I’m sure if you were to ask her, she would say she is the one who never gets a word in. People are funny are like that.
“That’s what I was wondering.”
I have one friend who I used to interrupt all the time, and, while I will happily take a hefty share of the blame, it was a least partially because she would try to string together multiple thoughts. So she’d make a fairly lengthy and complicated point, which I would want to respond to, and then she would just go right on to the next fairly lengthy and complicated point. I was sure that by the time she finished the second point anything I wanted to say in response to the first point would already be irrelevant.
I tried to convince her to take is a compliment… if I hadn’t been so interested in what she had to say, and so eager to engage her in intellectual back-and-forth, It wouldn’t have been so important for me to get a chance to make my points. But I realize that was at least partially rationalization on my part…
Hi, my name is Misnomer, and I’m an interrupter.
Like Rachellelogram, I often finish other people’s sentences. With me it’s not impatience, though, and it’s not that I have ADHD or an inability to understand subtler social cues or that I’m not interested in what the other person is saying: I’m paying close attention and am fully engaged in the conversation, I’m simply trying to show that I understand what they’re saying. I don’t then start rambling and never get back to their point, it’s more like I’m guessing their point to show that we’re on the same page.

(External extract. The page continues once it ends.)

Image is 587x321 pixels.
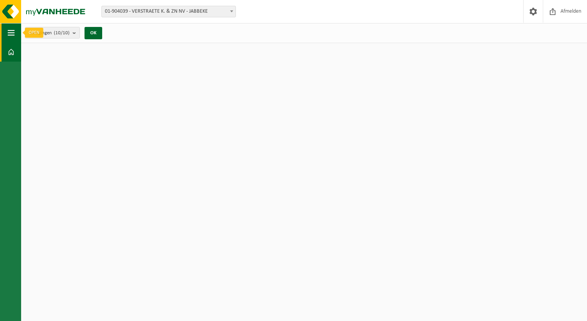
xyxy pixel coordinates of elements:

It’s the normal style of conversation among my immediate family, and it took an embarrasingly long time (almost 40 years) for me to realize that what I’d been chalking up to simply “different communication styles” was actually pretty rude on my part. Every now and then I meet someone with a similar style, and there’s always a sense of relief that we can just talk freely and no one will be insulted or feel that the other person is rude (I never think it’s rude when someone does it to me; in fact, I barely register it). I once had a co-worker with a similar style and we would constantly interrupt each other during our staff meetings: our boss and other co-workers would just start laughing because no one else could follow our conversations, yet she and I were totally fine with each other. Heh.
Anyway, since I became aware of actually being rude – which was a difficult realization, because I like to think of myself as a thoughtful and considerate person – I’ve been making a conscious effort to let others finish their sentences/thoughts. Especially recently, because I’ve started working with two people who not only speak slowly but who I hardly ever “guess” correctly: I’m often incorrect when I try to predict what they mean. They are both very smart and worth listening to, so I double my efforts (at letting them finish) when I talk with them.
My G/F does this constantly, with me and everyone else. She says, out loud, things that other people would normally just be thinking. If she thinks it, she says it. No sifting. Or when someone has the floor and is telling a story she just jumps in with her own tangentially related story. Its embarrassing when she does this around strangers. When I call her on it she claims its something all women do and the girls don’t mind it when they are talking with other girls. “Multi-tasking” she says. I’ve tried everything. If I’m subtle, she doesn’t pick up on it. If I’m blunt, I’m being rude. For the most part, I just stop talking in mid-sentence and, when she appears to be finished, I ask "Now, may I continue? And I do. Until the next interruption. Sometimes I get really angry and say, “Will you PLEASE shut the fuck up and let me finish?!” That usually work for about five minutes. In the end she simply refuses to believe there is anything wrong with it. For the most part, I’ve just learned to live with it. Maybe a shock collar of some sort?